Disrupting the democratic debate
However, while the Chinese propaganda attacks continued after I left, it is also notable that foreign language social media networks were widely used to amplify their message.
Ironically, at a time when the space for foreign media in China is shrinking, the CCP has been investing heavily in their overseas media strategy, taking full advantage of the easy access to free and open media.
While denying their own citizens access to these foreign-language platforms, their “war wolf” diplomats have unleashed a furious tweetstorm, lashing out at foreign coverage, as seen in this article from the Australian Strategic Policy Institute’s International Cyber Policy Center.
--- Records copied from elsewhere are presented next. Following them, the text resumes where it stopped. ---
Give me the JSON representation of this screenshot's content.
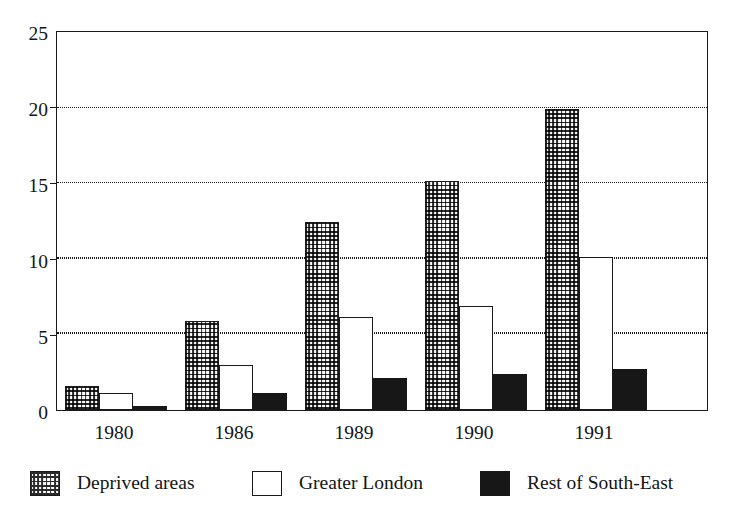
{
  "chart_data": {
    "type": "bar",
    "title": "",
    "xlabel": "",
    "ylabel": "",
    "categories": [
      "1980",
      "1986",
      "1989",
      "1990",
      "1991"
    ],
    "series": [
      {
        "name": "Deprived areas",
        "pattern": "dotted",
        "values": [
          1.6,
          5.9,
          12.5,
          15.2,
          20.0
        ]
      },
      {
        "name": "Greater London",
        "pattern": "white",
        "values": [
          1.1,
          3.0,
          6.2,
          6.9,
          10.2
        ]
      },
      {
        "name": "Rest of South-East",
        "pattern": "solid-black",
        "values": [
          0.25,
          1.1,
          2.1,
          2.4,
          2.7
        ]
      }
    ],
    "ylim": [
      0,
      25
    ],
    "yticks": [
      "0",
      "5",
      "10",
      "15",
      "20",
      "25"
    ],
    "ytick_values": [
      0,
      5,
      10,
      15,
      20,
      25
    ],
    "grid": "horizontal-dotted",
    "gridline_values": [
      5,
      10,
      15,
      20
    ],
    "legend_position": "bottom",
    "colors": {
      "axis": "#1a1a1a",
      "text": "#141414",
      "background": "#ffffff",
      "series_deprived": "#ffffff",
      "series_london": "#ffffff",
      "series_southeast": "#171717"
    }
  },
  "legend": {
    "items": [
      {
        "label": "Deprived areas",
        "swatch": "dotted-pattern-swatch"
      },
      {
        "label": "Greater London",
        "swatch": "white-swatch"
      },
      {
        "label": "Rest of South-East",
        "swatch": "black-swatch"
      }
    ]
  }
}
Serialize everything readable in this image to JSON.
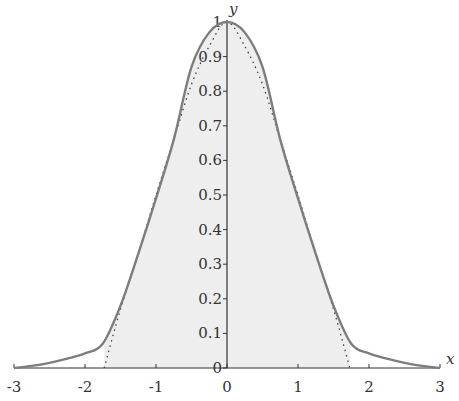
{
  "chart_data": {
    "type": "line",
    "title": "",
    "xlabel": "x",
    "ylabel": "y",
    "xlim": [
      -3,
      3
    ],
    "ylim": [
      0,
      1
    ],
    "grid": false,
    "legend": null,
    "x_ticks": [
      -3,
      -2,
      -1,
      0,
      1,
      2,
      3
    ],
    "x_tick_labels": [
      "-3",
      "-2",
      "-1",
      "0",
      "1",
      "2",
      "3"
    ],
    "y_ticks": [
      0,
      0.1,
      0.2,
      0.3,
      0.4,
      0.5,
      0.6,
      0.7,
      0.8,
      0.9,
      1
    ],
    "y_tick_labels": [
      "0",
      "0.1",
      "0.2",
      "0.3",
      "0.4",
      "0.5",
      "0.6",
      "0.7",
      "0.8",
      "0.9",
      "1"
    ],
    "series": [
      {
        "name": "solid curve",
        "style": "solid",
        "color": "#7a7a7a",
        "x": [
          -3,
          -2.75,
          -2.5,
          -2.25,
          -2,
          -1.75,
          -1.5,
          -1.25,
          -1,
          -0.75,
          -0.5,
          -0.25,
          0,
          0.25,
          0.5,
          0.75,
          1,
          1.25,
          1.5,
          1.75,
          2,
          2.25,
          2.5,
          2.75,
          3
        ],
        "y": [
          0,
          0.006,
          0.015,
          0.027,
          0.042,
          0.07,
          0.18,
          0.33,
          0.49,
          0.66,
          0.87,
          0.97,
          1,
          0.97,
          0.87,
          0.66,
          0.49,
          0.33,
          0.18,
          0.07,
          0.042,
          0.027,
          0.015,
          0.006,
          0
        ]
      },
      {
        "name": "dotted curve",
        "style": "dotted",
        "color": "#333333",
        "x": [
          -1.73,
          -1.5,
          -1.25,
          -1,
          -0.75,
          -0.5,
          -0.25,
          0,
          0.25,
          0.5,
          0.75,
          1,
          1.25,
          1.5,
          1.73
        ],
        "y": [
          0,
          0.17,
          0.33,
          0.5,
          0.66,
          0.82,
          0.93,
          1,
          0.93,
          0.82,
          0.66,
          0.5,
          0.33,
          0.17,
          0
        ]
      }
    ],
    "shaded_region": {
      "under": "solid curve",
      "x_range": [
        -1.73,
        1.73
      ],
      "color": "#eeeeee"
    }
  }
}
They use intensive, coordinated tactics across multiple platforms, as this report from the Australian Strategic Policy Institute’s International Cyber Policy Centre shows.
While outside China, state-owned media propagandists can publish and distribute their content without restriction, inside China relentlessly bans independent reporting, censors foreign television broadcasts and websites, and blocks foreign journalists from joining the country’s own social media networks.
Against this backdrop, my departure can be seen as a small part of a shaping, highly asymmetrical struggle for control of ideas.
The outlook is not good for the free flow of good and accurate information.
Shrinking access to information and authority will undermine our ability to understand what is really happening in China right now, while at the same time it is using the power of free media mechanisms to undermine democratic debate everywhere.
The Trail to the Truth
While there are no good solutions and the belief that President Bush’s prophecy came true has long since evaporated, there is still some hope.
In recent years, much of the revelation of what is really happening in Xinjiang has been based on its own internal documents and propaganda reports, despite China’s dismissal of it as “false.
In a system of mass incarceration, a modern digital superpower cannot leave no trace on the web, and the important journalistic work of uncovering these footprints will continue to be done at a distance.
A growing number of foreign journalists are now forced to cover China from Taipei, other Asian cities and even further afield, and I am now one of them.
Of course, despite the dwindling numbers, there are still brave and determined members of foreign news groups based in China who remain committed to reporting.
Most remarkable of all is that under increasingly tightening political control, there are a handful of extraordinary Chinese citizens who, at great personal risk to themselves, manage to circumvent censorship and do the most important job of all local journalism – telling the story of their country in their own words.
Much of what we know about the early days of Wuhan’s closure comes from these citizen journalists, people who are now paying the price for that bravery.
I was able to leave those plainclothes police officers in the departure lobby of a Beijing airport for what I hope will be the last time I deal with them.
In this new global struggle over ideas, we should never forget that the people who continue to face the greatest risk in telling the truth are the citizens of China.